Stored data entries:
[Start of section]
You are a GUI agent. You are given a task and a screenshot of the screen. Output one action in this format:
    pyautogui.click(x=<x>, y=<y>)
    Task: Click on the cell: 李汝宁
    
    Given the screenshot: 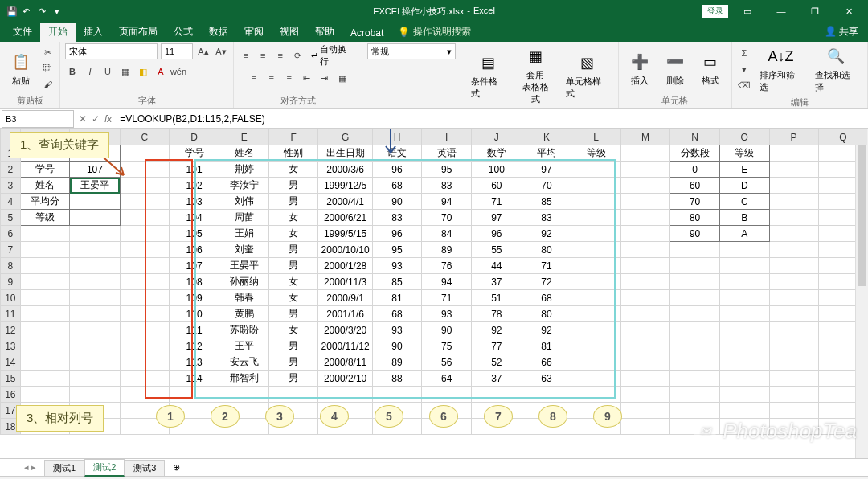 What is the action you would take?
    pyautogui.click(x=244, y=186)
[End of section]
• WHAT IS NEEDED
Quote, with nothing altered, all lines from the start of the entries to the line that carries "Task: Click on the cell: 李汝宁", inclusive.

• SOLUTION TO THIS PROBLEM
You are a GUI agent. You are given a task and a screenshot of the screen. Output one action in this format:
    pyautogui.click(x=<x>, y=<y>)
    Task: Click on the cell: 李汝宁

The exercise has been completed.